Even without making many jokes, Tommy Lee Jones is hilarious as the voice of the smilingly evil Commando, Chip Hazard. He’s in that fast-talking mode of his which becomes funny just from rhythm (“You are the best! Of the best! Of the few! And the proud!”) And Langella’s Archer has the most dignity of any plastic figure I’ve ever seen in a film; that sounds like a joke or a put-down, but I don’t know how else to put it - he’s just good. (I really liked the Gorgonites.)

The behind-the-scenes details of Small Soldiers are fun for film fans. The Commandos are voiced by several actors from The Dirty Dozen. The Gorgonites get their voices from the cast of This Is Spinal Tap. The Barbie-like Gwendy dolls, who are transformed into shock troops by the commandos (in a scene referencing The Bride of Frankenstein, right down to Franz Waxman’s classic music for that film) are voiced by hip young actors Sarah Michelle Gellar and Christina Ricci. And of course, there’s a parody of the Patton speech, with Hazard marching in front of an American flag puzzle and spouting several clichés mixed up in a funny bunch.

There are some structural problems, especially at the film’s start, making the film move just a little awkwardly. The pre-credits sequence doesn’t play like it’s leading up to any credits; I was actually surprised when the stars’ names began to appear, maybe 10 minutes into the movie. There’s a woman executive at Globotech who looks like she was part of a snipped subplot. And the two main storylines - Mohr and Cross trying to correct their mistakes while the kids battle the action figures - don’t come together smoothly. (The filmmakers reshot the finale - only weeks before co-star Phil Hartman died so sadly - but that part is fairly coherent. It’s other parts of the film that don’t come together all that well.)

Other threads seem hanging. In fact, throughout Small Soldiers we’re not told enough about any of the film’s characters. Why does Christy collect Gwendy dolls, when she’s established as not being an obvious fan of such stereotypically “girlish” toys? Did she get into them when she was younger and keep them for sentimental reasons? The film doesn’t tell us enough about her and her interests (we do learn she’s an X-Files fan) for us to get a coherent image of her. And Alan was expelled from two schools for being disruptive, but this is used mainly to show that his parents have trouble trusting him. The characters aren’t fleshed out as much as they deserve.

Still, Joe Dante works very well with young actors - I’m fond of his last feature film, 1993’s Matinee, which is about young movie fans in Key West during the Cuban Missile Crisis - and Dunst (an E.R. veteran) and Smith give good performances. They’re fresh-faced and likeable, and they get to save the day.

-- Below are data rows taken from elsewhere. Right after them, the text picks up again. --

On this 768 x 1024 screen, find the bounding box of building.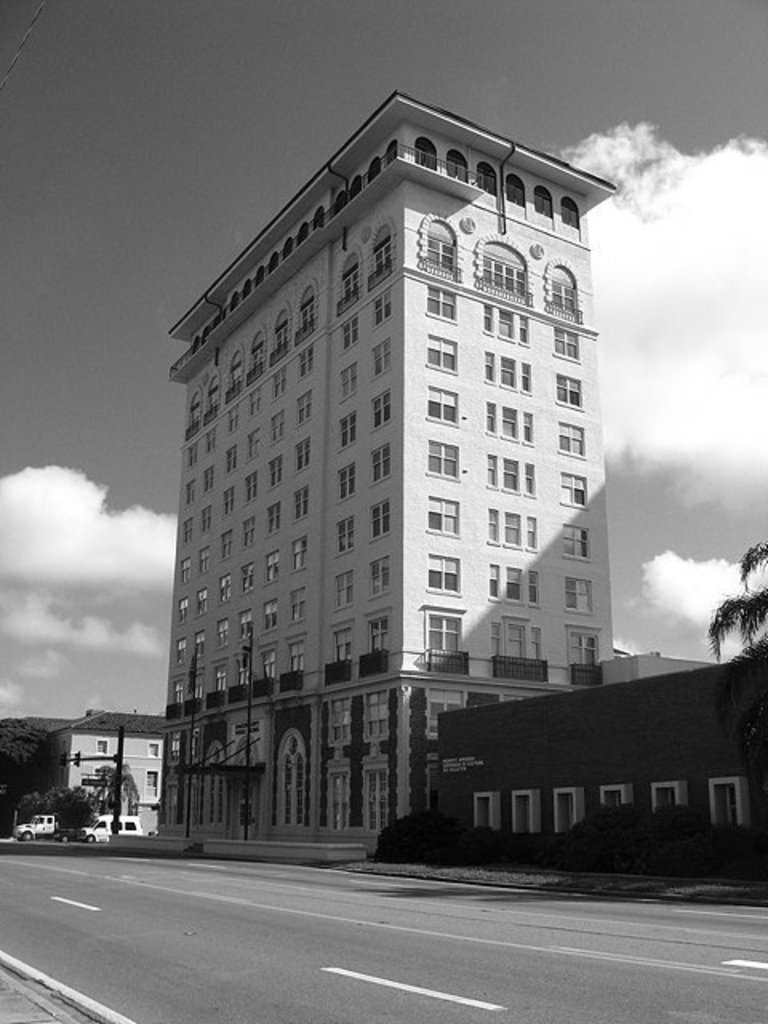
Bounding box: (x1=603, y1=648, x2=714, y2=682).
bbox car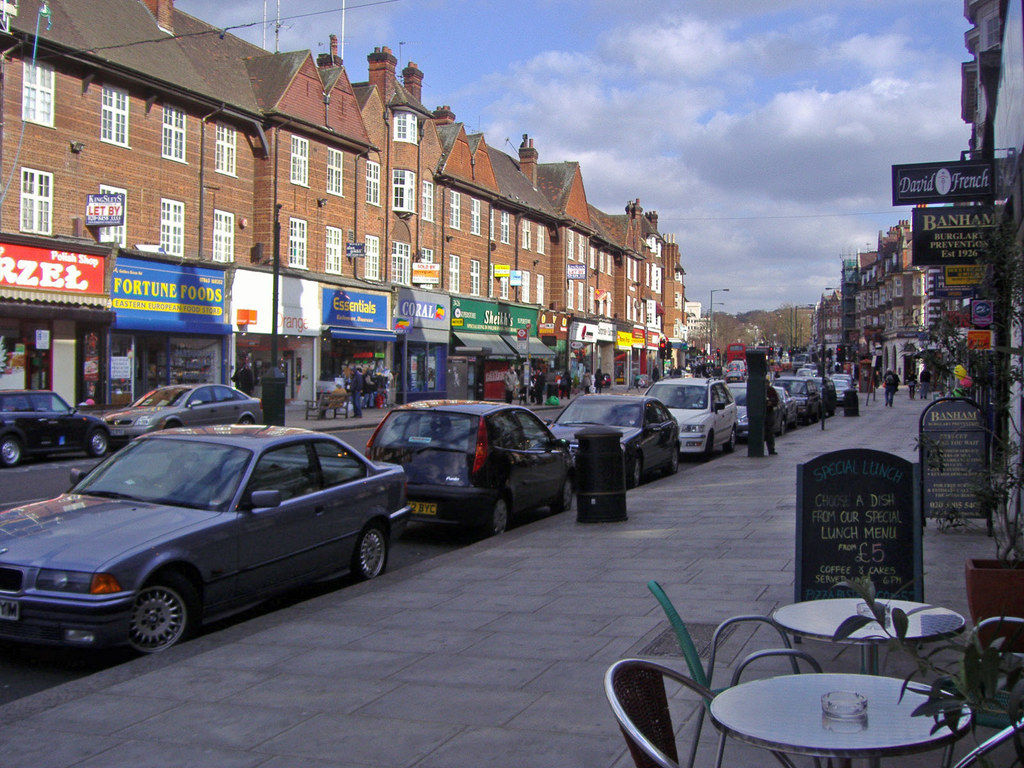
detection(547, 387, 684, 483)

Composer Jerry Goldsmith has always responded well to the visual outlandishness of Dante’s films ( I especially like Gremlins 2), and here he quotes as many military music clichés as can fit - “Taps,” “When Johnny Comes Marching Home,” “Ride of the Valkyries” and his own Patton music. The score isn’t the best he’s done for Dante, but it’s still clever.

This action film for young teens is a bit of a feathered fish - kind of like most films from Joe Dante - but as long as you know that going in, you should enjoy it. And as always, any film is worthwhile if it stars Tommy Lee Jones.